Attention, my friend:
We know your time is valuable. In fact, your attention has a superpower. It has the strength to recognize that something outside of ourselves deserves a part of us. Even if only for a minute.
Then, we take the intricate machinery that is our mind and process the world around us through recipients of our choosing. We decrease others, while we turn up what appears to be more valuable. We “pay” with our attention. In return, the recipients entertain us, teach us, or if we’re lucky, move us.
But like all superpowers, our attention has its weaknesses. It does not have the bandwidth nor tenacity to grasp the torrent of information out there, made ever stronger by modern social media.
In search of our lost attention spans.
When we try to take in many things, the result is a broad but flat mode of attention that scatters our focus and prevents us from achieving any ideal immersion. Our shortened attention span has become a malady of modern society.
Despite being more connected than ever with and through technology, the self-frustration of not being able to focus and the drifting mind of not having a long-term direction to cultivate ourselves have plagued us all. Too much information around us dilutes our experiences, transforming our limited attention into a prized commodity.
Photo by Clayton Robbins
But our attention is not some prize to be collected and paraded. This is not the social media that was promised. The technology we created, and the networks we dearly contributed to, fire back at us.
Now, we realize that our attention and ability to focus are what holds value, not time itself.

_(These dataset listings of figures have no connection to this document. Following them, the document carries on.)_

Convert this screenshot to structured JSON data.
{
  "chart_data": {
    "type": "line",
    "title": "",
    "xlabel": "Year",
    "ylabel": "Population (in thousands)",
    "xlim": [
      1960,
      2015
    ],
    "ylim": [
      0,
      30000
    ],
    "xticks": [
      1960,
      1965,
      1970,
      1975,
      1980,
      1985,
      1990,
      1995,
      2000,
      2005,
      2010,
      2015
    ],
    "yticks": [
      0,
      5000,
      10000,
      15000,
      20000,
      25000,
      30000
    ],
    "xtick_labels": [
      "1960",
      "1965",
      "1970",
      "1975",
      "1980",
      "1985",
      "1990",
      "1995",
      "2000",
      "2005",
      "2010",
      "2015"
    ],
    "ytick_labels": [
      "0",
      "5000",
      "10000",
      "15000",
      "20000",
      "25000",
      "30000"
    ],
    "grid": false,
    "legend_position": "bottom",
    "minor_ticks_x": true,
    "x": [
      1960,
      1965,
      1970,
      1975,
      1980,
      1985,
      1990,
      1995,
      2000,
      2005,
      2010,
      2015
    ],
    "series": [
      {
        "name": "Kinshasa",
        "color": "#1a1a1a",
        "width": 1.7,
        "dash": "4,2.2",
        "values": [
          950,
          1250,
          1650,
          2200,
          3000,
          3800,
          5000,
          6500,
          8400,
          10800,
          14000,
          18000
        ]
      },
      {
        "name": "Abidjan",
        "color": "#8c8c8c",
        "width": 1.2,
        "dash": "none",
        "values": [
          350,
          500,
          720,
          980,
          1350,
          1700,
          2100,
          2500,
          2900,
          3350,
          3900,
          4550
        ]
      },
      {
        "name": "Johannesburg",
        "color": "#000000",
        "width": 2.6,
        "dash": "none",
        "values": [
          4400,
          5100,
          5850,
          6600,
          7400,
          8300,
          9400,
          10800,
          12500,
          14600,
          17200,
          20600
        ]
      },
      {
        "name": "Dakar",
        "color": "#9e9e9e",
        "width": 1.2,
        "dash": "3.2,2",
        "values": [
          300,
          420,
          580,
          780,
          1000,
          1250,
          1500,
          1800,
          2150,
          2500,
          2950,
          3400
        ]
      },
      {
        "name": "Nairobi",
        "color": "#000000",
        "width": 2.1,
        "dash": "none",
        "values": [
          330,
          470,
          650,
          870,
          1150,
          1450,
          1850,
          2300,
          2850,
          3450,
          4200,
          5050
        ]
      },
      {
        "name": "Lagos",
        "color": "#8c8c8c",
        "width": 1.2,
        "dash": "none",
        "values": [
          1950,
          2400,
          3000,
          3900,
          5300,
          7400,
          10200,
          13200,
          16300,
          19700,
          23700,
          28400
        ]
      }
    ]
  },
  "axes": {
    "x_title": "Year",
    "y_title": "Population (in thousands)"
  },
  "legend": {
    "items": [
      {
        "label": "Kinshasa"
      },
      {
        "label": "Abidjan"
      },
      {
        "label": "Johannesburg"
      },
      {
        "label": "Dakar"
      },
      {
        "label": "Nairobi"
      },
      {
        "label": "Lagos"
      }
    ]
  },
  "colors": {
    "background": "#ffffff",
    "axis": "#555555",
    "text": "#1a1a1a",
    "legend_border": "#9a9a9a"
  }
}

“Never before have a handful of tech designers had such control over the way billions of us think, act, and live our lives.” — The Social Dilemma (2010)
We need to build a better Social.
In the past two decades, we witnessed the evolution of the static pages on Web 1.0 to the user-generated, interactive platforms of Web 2.0. We created social media giants like Facebook, Twitter, and Reddit, so that on the bright side, we’re able to get any information at any second, and discover great art, music, and people on the other side of the world.
See, technology is mutual, it is up to us how to use it. We need to change for the better: Media must be guided by tools that recognize us, align us, and help us focus with intent to assist us in achieving our own goals.
Now we see a promising light coming from Web 3.0. The underlying business model shift is the key that can potentially solve our dilemma. Without centralized harvesters squeezing the value we’ve created to pump their own pockets, we finally have a say in how things can be managed. In this space, the community is the owner, co-founder, and co-creator. And everyone can participate in the ecosystem as a stakeholder, and grow with the network — not be manipulated by it.
Let’s shape the Future of Social, together.
Information is all about relevance. Together, we can regain decision ad control over what is relevant to us.
We will no longer tolerate seeing everything and doing nothing. We will no longer be manipulated in our actions, perceptions, and values by corporate and political agendas and their black-box algorithms. Instead, we wish to take an intentional effort to do more difficult but right things, and contribute to a collective better future. A future where there is self-gratification, deep bonds, and nurtured, perpetuating culture.
Imagine a decentralized social network where we can do just that.
We will have control over the content we consume, because all content will be curated by trustworthy communities where we are part of the process. With intention, care, and social recognition, this network can become the beacon for our attention to regain its superpower.
We alone will have power over our own data, content, and value created. We will have deliberate choices of where to pay our attention. We will build this future together with people who dream the same dreams, empowered by our capacity to create meaningful change. In this place, we have a say.
But now comes the question: where do we start?
We are what we read. We are social.
Let’s go a few steps back, perhaps to when our younger minds were newly introduced to written knowledge. We poured over book after book, nearly devouring them with an insatiable curiosity. In return, they gave us our very identities, because we are what we read. Yet many of our older selves struggle to recreate that relationship with reading.
At t2 (time²), we are building a more transparent, decentralized, and collaborative social network starting with what we read. With the intent and control that our attention deserves, we can read what defines us, build our digital identity piece by piece, and somewhere along the way we can even find each other.
When our time encounters each other during our self-exploration, it is multiplied in itself, therefore, time². By aligning the intentions of our engagement, we power the network. Every individual will benefit from self-growth along with the network’s collective prosperity.
Reading is solitary, but it does not need to be lonely.
It’s time for a social revolution. Starting with these words.
- We believe in the superpower nested in our attention.
- We believe in the need to shape our minds with self-mastery.
- We believe in the value of time, inner peace, delayed gratification, and heart flow that empowers us as unique individuals.
- We believe in the promise of a social network that recognizes and rewards us for who we are.
- We believe in the power of humane curation that removes decision-making from profit-driven algorithms.
- We believe in altruism, fair distribution of network value, and the realignment of incentives between all stakeholders.
We are merely building the technology that makes the revolution possible, but we need a community of like-minded superhumans to inspire, witness, and collaborate with each other.
Our attention is valuable, not only for ourselves, but also for its inherent superpower that can build and empower a collective better web.